In the first part, Jesus cautions against sitting in the place of honor at a wedding banquet and advises taking the lowest place instead.
In the second part, he urges us to invite the crippled, lame, and blind when we give a luncheon or dinner, rather than friends, relatives, and rich people.
So there’s advice here for us when we’re the guest as well as when we are the ones hosting an event. But it is about more than proper banquet etiquette. Choosing the seat of honor for ourselves sounds a lot like craving our comfort zone. The best seat is the one where we feel comfortable: accepted, safe, free from threat, challenge or embarrassment or any sense of awkwardness.
Sharing a community meal, sitting at table should be less about power and all about sharing the joy of being together. Even our legends acknowledge the power of a choice seat like King Arthur and the Knights of the Round Table. Sitting at a round table came to symbolize equality… because there was no head of the table. All had an equal seat and an equal say. Where you choose to sit matters. It matters in the way people perceive you and in the way you act in different environments.
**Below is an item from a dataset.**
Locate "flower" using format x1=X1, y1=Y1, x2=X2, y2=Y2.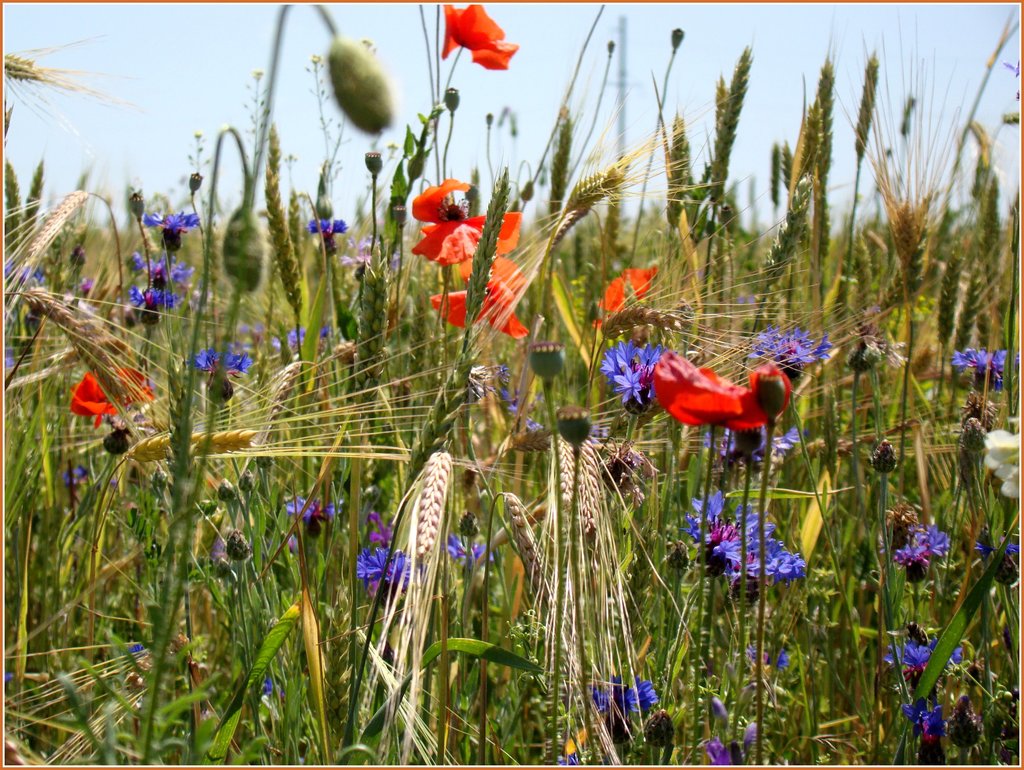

Jesus challenges us against staying in our comfort zone. Rather than limiting our guest list to people who are clones of ourselves, people with whom we’re comfortable, who don’t threaten or challenge us, invite instead those who are different, people who make us uncomfortable, but whose difference from us may bring with it a blessing. This is what I think is so significant about our Thanksgiving Day dinner. We open our door, our hearts and our table expecting nothing in return. The blessing of being in a position to share is its own reward.
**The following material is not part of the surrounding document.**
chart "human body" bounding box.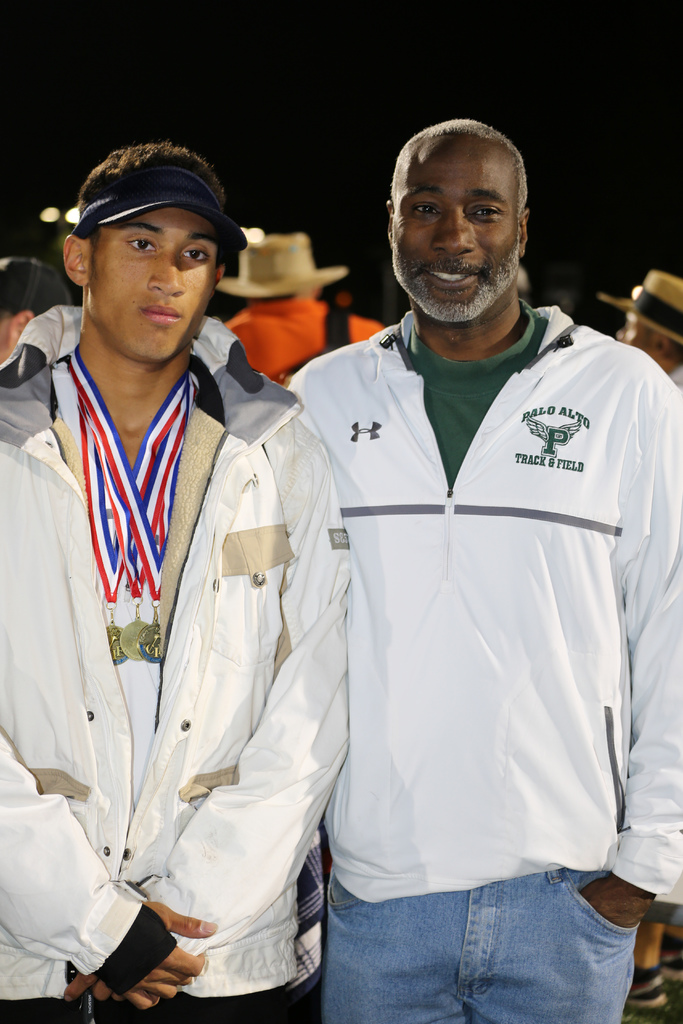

Jesus not only teaches us this the lesson of stretching our comfort zone, he demonstrates it. His entire life, his public ministry, the passion and resurrection, is full of one episode after another of not remaining in a comfort zone. Repeatedly Jesus takes the low seat and invites unlikely types to be his guests.
Finally he takes the worst seat of all––on the cross––and those who come to his banquet make it through the door (recall last Sunday’s Gospel) because they claim no merit of their own. Finally he leaves the comfort zone of earth and expands his comfort zone forever, everywhere and with everyone – there are no strangers – all are welcome!